Revoke vs Declined - What's the difference?
revoke | declined |
To cancel or invalidate by withdrawing or reversing
To fail to follow suit in a game of cards when holding a card in that suit.
(obsolete) To call or bring back; to recall.
* Spenser
(obsolete) To hold back; to repress; to restrain.
* Spenser
(obsolete) To draw back; to withdraw.
(obsolete) To call back to mind; to recollect.
* South
The act of revoking in a game of cards.
A renege; a violation of important rules regarding the play of tricks in trick-taking card games serious enough to render the round invalid.
A violation ranked in seriousness somewhat below overt cheating, with the status of a more minor offense only because, when it happens, it is usually accidental.
(decline)
Downward movement, fall.(rfex)
A sloping downward, e.g. of a hill or road.(rfex)
(senseid)A weakening.(rfex)
* {{quote-magazine, date=2012-01
, author=Philip E. Mirowski
, title=Harms to Health from the Pursuit of Profits
, volume=100, issue=1, page=87
, magazine=
A reduction or diminution of activity.
*
To move downwards, to fall, to drop.
To become weaker or worse.
To bend downward; to bring down; to depress; to cause to bend, or fall.
* Thomson
* Spenser
To cause to decrease or diminish.
* Beaumont and Fletcher
* Burton
To turn or bend aside; to deviate; to stray; to withdraw.
* Bible, Psalms cxix. 157
To refuse, forbear.
* Massinger
* , chapter=7
, title= To inflect for case, number and sometimes gender.
* Ascham
(by extension) To run through from first to last; to repeat like a schoolboy declining a noun.
(American football) To reject a penalty against the opposing team, usually because the result of accepting it would benefit the non-penalized team less than the preceding play.
As verbs the difference between revoke and declined
is that revoke is to cancel or invalidate by withdrawing or reversing while declined is (decline).As a noun revoke
is the act of revoking in a game of cards.revoke
English
Verb
- Your driver's license will be revoked .
- The faint sprite he did revoke again, / To her frail mansion of morality.
- [She] still strove their sudden rages to revoke .
- (Spenser)
- A man, by revoking and recollecting within himself former passages, will be still apt to inculcate these sad memories to his conscience.
Noun
(en noun)declined
English
Verb
(head)decline
English
Noun
(en noun)citation, passage=In an era when political leaders promise deliverance from decline through America’s purported preeminence in scientific research, the news that science is in deep trouble in the United States has been as unwelcome as a diagnosis of leukemia following the loss of health insurance.}}
- It is also pertinent to note that the current obvious decline in work on holarctic hepatics most surely reflects a current obsession with cataloging and with nomenclature of the organisms—as divorced from their study as living entities.
Antonyms
* inclineVerb
(declin)- in melancholy deep, with head declined
- And now fair Phoebus gan decline in haste / His weary wagon to the western vale.
- You have declined his means.
- He knoweth his error, but will not seek to decline it.
- a line that declines from straightness
- conduct that declines from sound morals
- Yet do I not decline from thy testimonies.
- Could I decline this dreadful hour?
The Mirror and the Lamp, passage=“[…] This is Mr. Churchill, who, as you are aware, is good enough to come to us for his diaconate, and, as we hope, for much longer; and being a gentleman of independent means, he declines to take any payment.” Saying this Walden rubbed his hands together and smiled contentedly.}}
- after the first declining of a noun and a verb
- (Shakespeare)
- The team chose to decline the fifteen-yard penalty because their receiver had caught the ball for a thirty-yard gain.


◆ **Task requirements**
From the entries that follow, gather each line holding the word "tick".
═══ Source data ═══
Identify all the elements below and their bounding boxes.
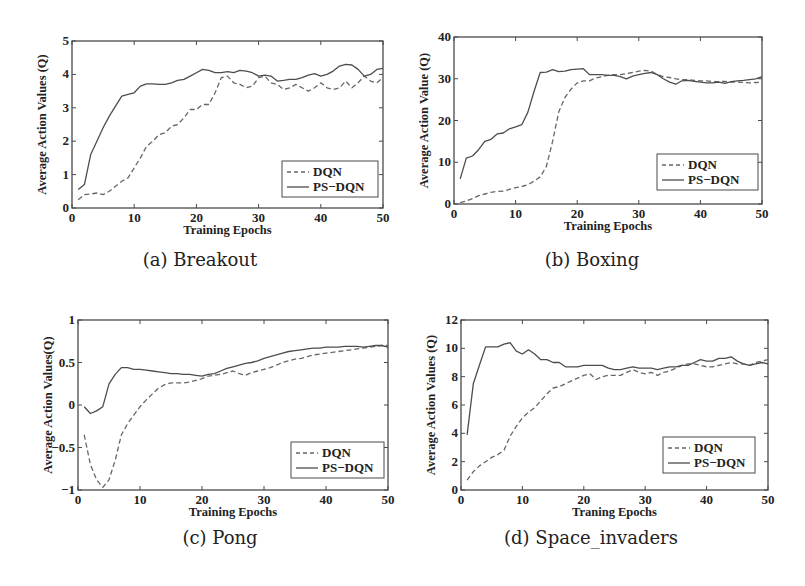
y-tick-label: 10 bbox=[445, 340, 458, 355]
y-tick-label: 4 bbox=[452, 425, 459, 440]
x-tick-label: 40 bbox=[700, 492, 713, 507]
y-tick-label: 0 bbox=[452, 482, 459, 497]
ps-dqn-line bbox=[467, 343, 768, 435]
x-tick-label: 10 bbox=[516, 492, 529, 507]
y-tick-label: 12 bbox=[445, 312, 458, 327]
y-tick-label: 2 bbox=[452, 454, 459, 469]
caption-breakout: (a) Breakout bbox=[143, 249, 257, 270]
caption-pong: (c) Pong bbox=[182, 527, 257, 548]
x-tick-label: 0 bbox=[458, 492, 465, 507]
x-tick-label: 50 bbox=[762, 492, 775, 507]
y-tick-label: 6 bbox=[452, 397, 459, 412]
y-tick-label: 8 bbox=[452, 369, 459, 384]
legend-dqn-label: DQN bbox=[694, 440, 724, 455]
legend: DQNPS−DQN bbox=[663, 437, 755, 473]
caption-space-invaders: (d) Space_invaders bbox=[504, 527, 678, 548]
legend-psdqn-label: PS−DQN bbox=[694, 455, 746, 470]
x-axis-label: Traning Epochs bbox=[572, 505, 657, 519]
y-axis-label: Average Action Values (Q) bbox=[424, 335, 438, 475]
caption-boxing: (b) Boxing bbox=[545, 249, 639, 270]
═══
◆ **Answer**
y-tick-label: 10 bbox=[445, 340, 458, 355]
y-tick-label: 4 bbox=[452, 425, 459, 440]
x-tick-label: 40 bbox=[700, 492, 713, 507]
y-tick-label: 0 bbox=[452, 482, 459, 497]
x-tick-label: 10 bbox=[516, 492, 529, 507]
y-tick-label: 12 bbox=[445, 312, 458, 327]
y-tick-label: 2 bbox=[452, 454, 459, 469]
x-tick-label: 0 bbox=[458, 492, 465, 507]
x-tick-label: 50 bbox=[762, 492, 775, 507]
y-tick-label: 6 bbox=[452, 397, 459, 412]
y-tick-label: 8 bbox=[452, 369, 459, 384]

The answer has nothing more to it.